Mapping running to presence

Posted on 27 Mar 2015
Tags: running, visualization, technology, python

Edit (2015-03-28): Modifying some figures and statements as per this post

Sarah Perry recently posted a meditation on the mountain (and running and pattern and ritual and cities and understanding…) that was invigorating yet hard to know how to respond to. (Not in the sense of not knowing what to make of it, but of not knowing what to make of it.) My immediate temptation was to jot down something about the Blair loop in Williamstown, but my ability with prose is not up to conveying its comforting, boring, bucolic charm.

Anyways, in Perry’s piece, the mountain is a place that offers “jarring, visceral insight into why everything is where it is”.12 Worcester, MA, where I’m living part-time, doesn’t have mountains3 I could use for that end, but I have a cellphone with GPS, three months of runs logged in RunKeeper, and the stubbornness to muck around in GPX files and the Google Maps API. The insights produced by this method are likely to be less visceral but at least might be interesting.

The usual way to make sense of a corpus of runs is overlap all the traces over a map. Diana Davis produced such a visualization showing her coverage of all the streets on the East Side of Providence, which is unfortunately not publicly viewable. As part of his project to walk every street in West Hartford, Gabriel Duquette made/used something similar. Here’s an example of this method, generated from my data. The line color, scale bar, and caption will be explained later.

Binning to 200×200 hexes.

Binning to 200×200 hexes.

An unsatisfying part of this is the degree of data reduction. A street that’s been covered tens of times can show up similarly to one that’s only been visited once. Simultaneously, the representation can leave too much specificity intact. When looking at these, I feel the distracting inclination to deconvolve the tangle of lines back into individual runs.4

Binning to 28×28 hexes.

Binning to 28×28 hexes.

As an experiment, I tried using a hexagonal 2-d histogram to visualize where my time running is spent. An extremely cursory search didn’t turn up anyone else who’s tried this, so I hacked together an implementation, using Python to glue all the pieces together.5 The earlier linear figure uses the same code but with an excessive number of bins.

With the present amount of data, I can’t claim much new insight. But the holes, the areas I haven’t been surrounded by areas I have, take on new significance. Looking at the traces, it’s easy to explain them away by as “I didn’t go there because I was going here instead”. But on the histogram, there’s no explanation for my absence from them in contrast with my presence elsewhere. And remedying this, if I choose to do so, is easier. The challenge is reframed from choosing a different route from one I’ve taken before to just spending a moment somewhere I haven’t been before regardless of how I get there.

It’s only a bit worrying that this new perspective is illusory. Running all the streets is possible; visiting all the hexes at an arbitrary fineness of binning is not.


  1. I really should excerpt that entire paragraph, but presenting it without the narrative climb and descent would be entirely against its spirit.

  2. There’s also a similar perspective in Scott Alexander’s Meditation on Moloch:

    I will now jump from boring game theory stuff to what might be the closest thing to a mystical experience I’ve ever had.

    Like all good mystical experiences, it happened in Vegas. I was standing on top of one of their many tall buildings, looking down at the city below, all lit up in the dark. […]

    Las Vegas doesn’t exist because of some decision to hedonically optimize civilization, it exists because of a quirk in dopaminergic reward circuits, plus the microstructure of an uneven regulatory environment, plus Schelling points. A rational central planner with a god’s-eye-view, contemplating these facts, might have thought “Hm, dopaminergic reward circuits have a quirk where certain tasks with slightly negative risk-benefit ratios get an emotional valence associated with slightly positive risk-benefit ratios, let’s see if we can educate people to beware of that.” People within the system, following the incentives created by these facts, think: “Let’s build a forty-story-high indoor replica of ancient Rome full of albino tigers in the middle of the desert, and so become slightly richer than people who didn’t!”

    Just as the course of a river is latent in a terrain even before the first rain falls on it – so the existence of Caesar’s Palace was latent in neurobiology, economics, and regulatory regimes even before it existed. The entrepreneur who built it was just filling in the ghostly lines with real concrete.

  3. It does claim to have seven hills, as well as the Heart of the Commonwealth.

  4. One should probably be aware of the security implications when making such figures. It seems reasonable that in the presence of a determined adversary, posting these is the equivalent of putting up the complete GPS records.

  5. It’s fortunate that Google Maps uses a cylindrical projection, since otherwise I’d have needed to do a lot more trigonometry to interconvert between map coordinates and lat-lon. I was mistaken on this point.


EXERCISE DETAILS :: Copy verbatim the block of lines in the entries below whose first line contains "The image size is (790, 569)." and whose last line contains "Task: Click on the a: Sort". Leave out all other lines.

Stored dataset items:
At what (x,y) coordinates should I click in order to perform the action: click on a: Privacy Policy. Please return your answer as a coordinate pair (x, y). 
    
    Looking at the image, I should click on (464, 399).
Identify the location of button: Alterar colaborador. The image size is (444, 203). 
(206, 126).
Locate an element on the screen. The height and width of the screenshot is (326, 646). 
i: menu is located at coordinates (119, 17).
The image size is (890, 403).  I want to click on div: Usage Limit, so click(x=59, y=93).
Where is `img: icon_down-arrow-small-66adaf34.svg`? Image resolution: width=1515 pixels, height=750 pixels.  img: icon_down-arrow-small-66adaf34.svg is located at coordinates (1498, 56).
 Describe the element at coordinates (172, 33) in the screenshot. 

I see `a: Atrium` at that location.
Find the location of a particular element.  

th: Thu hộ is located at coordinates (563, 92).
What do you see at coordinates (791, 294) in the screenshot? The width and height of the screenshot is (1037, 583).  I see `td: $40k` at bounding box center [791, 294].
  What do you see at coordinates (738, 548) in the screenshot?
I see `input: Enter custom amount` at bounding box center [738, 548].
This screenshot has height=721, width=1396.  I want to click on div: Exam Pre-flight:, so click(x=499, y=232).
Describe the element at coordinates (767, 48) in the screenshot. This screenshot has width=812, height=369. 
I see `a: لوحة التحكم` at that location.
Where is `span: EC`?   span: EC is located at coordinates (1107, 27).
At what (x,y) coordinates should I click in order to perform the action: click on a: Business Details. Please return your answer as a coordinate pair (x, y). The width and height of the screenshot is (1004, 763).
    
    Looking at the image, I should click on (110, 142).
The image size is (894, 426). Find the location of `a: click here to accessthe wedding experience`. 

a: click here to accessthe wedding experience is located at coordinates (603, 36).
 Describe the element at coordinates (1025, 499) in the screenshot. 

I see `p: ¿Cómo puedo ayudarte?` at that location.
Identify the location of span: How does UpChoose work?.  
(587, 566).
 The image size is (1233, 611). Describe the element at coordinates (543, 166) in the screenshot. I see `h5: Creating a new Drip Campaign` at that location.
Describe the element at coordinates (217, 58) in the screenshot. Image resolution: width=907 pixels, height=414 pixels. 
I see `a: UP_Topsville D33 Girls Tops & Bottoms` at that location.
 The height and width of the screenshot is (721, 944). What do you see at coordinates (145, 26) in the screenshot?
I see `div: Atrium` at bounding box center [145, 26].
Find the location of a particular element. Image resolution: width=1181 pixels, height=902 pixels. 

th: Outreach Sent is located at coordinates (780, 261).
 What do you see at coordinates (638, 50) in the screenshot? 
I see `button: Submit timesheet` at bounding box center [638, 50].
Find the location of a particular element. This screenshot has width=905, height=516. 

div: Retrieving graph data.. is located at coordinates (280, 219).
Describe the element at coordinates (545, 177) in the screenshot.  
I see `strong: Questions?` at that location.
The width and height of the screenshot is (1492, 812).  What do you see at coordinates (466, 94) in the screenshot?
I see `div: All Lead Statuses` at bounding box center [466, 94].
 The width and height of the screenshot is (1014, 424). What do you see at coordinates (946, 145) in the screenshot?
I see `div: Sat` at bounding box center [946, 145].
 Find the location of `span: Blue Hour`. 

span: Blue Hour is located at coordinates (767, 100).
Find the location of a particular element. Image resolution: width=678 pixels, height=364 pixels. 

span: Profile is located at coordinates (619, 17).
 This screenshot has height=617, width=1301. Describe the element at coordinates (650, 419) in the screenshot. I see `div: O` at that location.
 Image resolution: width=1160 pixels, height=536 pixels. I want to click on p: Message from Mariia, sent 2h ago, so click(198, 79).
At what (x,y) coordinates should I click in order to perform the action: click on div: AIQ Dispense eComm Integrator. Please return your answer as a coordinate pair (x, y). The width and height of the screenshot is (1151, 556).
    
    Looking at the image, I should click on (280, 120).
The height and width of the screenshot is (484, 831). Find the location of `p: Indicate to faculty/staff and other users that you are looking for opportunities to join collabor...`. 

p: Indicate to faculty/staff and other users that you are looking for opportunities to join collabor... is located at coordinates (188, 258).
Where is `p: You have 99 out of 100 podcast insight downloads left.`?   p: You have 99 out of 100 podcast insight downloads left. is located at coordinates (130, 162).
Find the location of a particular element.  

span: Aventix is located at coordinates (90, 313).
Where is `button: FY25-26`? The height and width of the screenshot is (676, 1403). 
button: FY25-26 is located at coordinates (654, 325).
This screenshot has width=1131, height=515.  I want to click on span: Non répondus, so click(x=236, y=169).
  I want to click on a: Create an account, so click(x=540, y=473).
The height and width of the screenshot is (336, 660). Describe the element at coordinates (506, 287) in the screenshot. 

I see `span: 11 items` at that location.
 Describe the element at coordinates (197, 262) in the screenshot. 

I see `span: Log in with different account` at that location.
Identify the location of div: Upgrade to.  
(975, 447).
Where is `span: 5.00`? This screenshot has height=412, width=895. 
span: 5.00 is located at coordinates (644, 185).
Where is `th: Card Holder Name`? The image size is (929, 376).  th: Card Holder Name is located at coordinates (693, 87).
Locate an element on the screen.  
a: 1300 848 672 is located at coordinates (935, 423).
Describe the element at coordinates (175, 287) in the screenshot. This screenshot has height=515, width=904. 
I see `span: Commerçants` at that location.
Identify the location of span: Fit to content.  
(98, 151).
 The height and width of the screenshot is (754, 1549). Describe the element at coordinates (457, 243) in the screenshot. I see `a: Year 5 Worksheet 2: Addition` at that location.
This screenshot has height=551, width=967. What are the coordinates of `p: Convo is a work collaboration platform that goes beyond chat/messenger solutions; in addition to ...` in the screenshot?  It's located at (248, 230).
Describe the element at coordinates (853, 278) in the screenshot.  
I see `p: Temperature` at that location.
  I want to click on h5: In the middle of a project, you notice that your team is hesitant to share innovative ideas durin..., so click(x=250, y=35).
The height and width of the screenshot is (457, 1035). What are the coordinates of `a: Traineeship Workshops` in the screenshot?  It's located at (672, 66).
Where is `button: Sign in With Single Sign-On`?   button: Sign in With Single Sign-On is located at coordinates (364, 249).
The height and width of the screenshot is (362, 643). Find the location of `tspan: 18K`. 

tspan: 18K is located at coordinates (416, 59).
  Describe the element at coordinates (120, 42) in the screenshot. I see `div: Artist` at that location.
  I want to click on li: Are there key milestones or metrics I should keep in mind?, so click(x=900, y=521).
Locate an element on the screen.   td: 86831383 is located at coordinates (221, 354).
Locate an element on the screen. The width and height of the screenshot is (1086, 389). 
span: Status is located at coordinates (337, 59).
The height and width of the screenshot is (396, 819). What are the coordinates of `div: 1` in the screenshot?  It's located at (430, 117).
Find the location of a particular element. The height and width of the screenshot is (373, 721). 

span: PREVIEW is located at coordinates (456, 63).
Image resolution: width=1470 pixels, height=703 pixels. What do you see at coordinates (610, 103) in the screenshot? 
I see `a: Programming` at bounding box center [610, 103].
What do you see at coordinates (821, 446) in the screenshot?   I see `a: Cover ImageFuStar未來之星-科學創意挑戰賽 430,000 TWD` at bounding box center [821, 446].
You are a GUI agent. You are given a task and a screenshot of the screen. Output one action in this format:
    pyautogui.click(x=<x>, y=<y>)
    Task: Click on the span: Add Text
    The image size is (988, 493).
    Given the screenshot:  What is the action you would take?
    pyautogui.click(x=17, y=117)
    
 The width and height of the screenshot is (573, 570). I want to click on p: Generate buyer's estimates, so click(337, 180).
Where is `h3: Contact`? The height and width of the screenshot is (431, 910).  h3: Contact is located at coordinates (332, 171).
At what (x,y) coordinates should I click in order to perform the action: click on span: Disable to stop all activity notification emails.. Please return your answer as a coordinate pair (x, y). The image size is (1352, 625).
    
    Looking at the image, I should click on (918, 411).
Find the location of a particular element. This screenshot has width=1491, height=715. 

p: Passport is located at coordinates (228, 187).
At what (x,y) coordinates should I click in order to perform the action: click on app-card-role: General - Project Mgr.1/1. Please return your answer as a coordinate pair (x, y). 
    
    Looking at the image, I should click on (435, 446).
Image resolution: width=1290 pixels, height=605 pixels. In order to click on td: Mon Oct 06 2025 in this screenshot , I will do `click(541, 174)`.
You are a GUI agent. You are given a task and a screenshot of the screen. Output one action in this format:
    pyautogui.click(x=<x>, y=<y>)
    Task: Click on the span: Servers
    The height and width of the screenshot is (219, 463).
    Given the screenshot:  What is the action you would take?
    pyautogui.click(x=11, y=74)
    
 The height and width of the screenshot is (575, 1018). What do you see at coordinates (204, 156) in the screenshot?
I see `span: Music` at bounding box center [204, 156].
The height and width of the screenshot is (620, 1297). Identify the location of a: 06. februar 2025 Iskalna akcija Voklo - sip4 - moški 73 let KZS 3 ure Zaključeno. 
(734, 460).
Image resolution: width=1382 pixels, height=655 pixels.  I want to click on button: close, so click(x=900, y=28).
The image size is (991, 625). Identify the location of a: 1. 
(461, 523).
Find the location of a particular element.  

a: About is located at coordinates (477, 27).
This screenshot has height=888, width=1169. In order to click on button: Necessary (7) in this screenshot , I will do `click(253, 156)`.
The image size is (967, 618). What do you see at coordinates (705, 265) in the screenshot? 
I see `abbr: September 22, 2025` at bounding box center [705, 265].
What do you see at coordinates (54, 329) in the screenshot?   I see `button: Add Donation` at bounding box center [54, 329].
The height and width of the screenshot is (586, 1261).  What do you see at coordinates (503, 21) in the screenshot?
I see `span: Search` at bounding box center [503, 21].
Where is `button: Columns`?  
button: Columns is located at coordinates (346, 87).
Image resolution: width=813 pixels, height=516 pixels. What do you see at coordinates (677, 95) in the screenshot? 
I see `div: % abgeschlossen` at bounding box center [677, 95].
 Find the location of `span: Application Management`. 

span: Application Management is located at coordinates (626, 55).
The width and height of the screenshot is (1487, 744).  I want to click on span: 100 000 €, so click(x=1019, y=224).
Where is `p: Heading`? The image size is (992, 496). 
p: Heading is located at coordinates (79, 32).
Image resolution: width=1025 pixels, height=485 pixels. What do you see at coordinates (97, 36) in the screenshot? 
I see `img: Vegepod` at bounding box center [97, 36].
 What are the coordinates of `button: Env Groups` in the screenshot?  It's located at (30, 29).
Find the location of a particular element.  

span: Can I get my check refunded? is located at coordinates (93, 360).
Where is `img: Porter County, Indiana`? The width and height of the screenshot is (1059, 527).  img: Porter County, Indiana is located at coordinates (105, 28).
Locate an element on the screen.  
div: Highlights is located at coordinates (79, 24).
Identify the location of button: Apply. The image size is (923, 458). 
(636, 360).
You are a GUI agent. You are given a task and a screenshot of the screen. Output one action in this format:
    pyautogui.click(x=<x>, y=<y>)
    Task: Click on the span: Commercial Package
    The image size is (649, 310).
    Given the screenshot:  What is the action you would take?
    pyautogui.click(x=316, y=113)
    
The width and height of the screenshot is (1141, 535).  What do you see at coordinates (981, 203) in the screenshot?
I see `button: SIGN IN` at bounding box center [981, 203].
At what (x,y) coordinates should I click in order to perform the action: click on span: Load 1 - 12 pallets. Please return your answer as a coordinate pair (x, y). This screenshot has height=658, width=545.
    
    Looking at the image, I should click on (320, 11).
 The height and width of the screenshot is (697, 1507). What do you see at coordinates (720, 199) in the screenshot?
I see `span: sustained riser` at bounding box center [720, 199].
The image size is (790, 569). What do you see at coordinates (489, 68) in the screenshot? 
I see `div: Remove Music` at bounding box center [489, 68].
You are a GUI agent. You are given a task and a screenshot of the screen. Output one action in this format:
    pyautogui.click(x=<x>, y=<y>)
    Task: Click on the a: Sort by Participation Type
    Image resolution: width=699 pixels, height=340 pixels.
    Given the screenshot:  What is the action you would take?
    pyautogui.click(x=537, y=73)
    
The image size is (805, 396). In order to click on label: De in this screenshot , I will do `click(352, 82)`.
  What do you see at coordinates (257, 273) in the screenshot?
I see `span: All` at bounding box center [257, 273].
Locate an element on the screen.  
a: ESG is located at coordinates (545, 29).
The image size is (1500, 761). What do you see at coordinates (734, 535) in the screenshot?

SOLUTION TO THIS EXERCISE ::
The image size is (790, 569). What do you see at coordinates (489, 68) in the screenshot? 
I see `div: Remove Music` at bounding box center [489, 68].
You are a GUI agent. You are given a task and a screenshot of the screen. Output one action in this format:
    pyautogui.click(x=<x>, y=<y>)
    Task: Click on the a: Sort by Participation Type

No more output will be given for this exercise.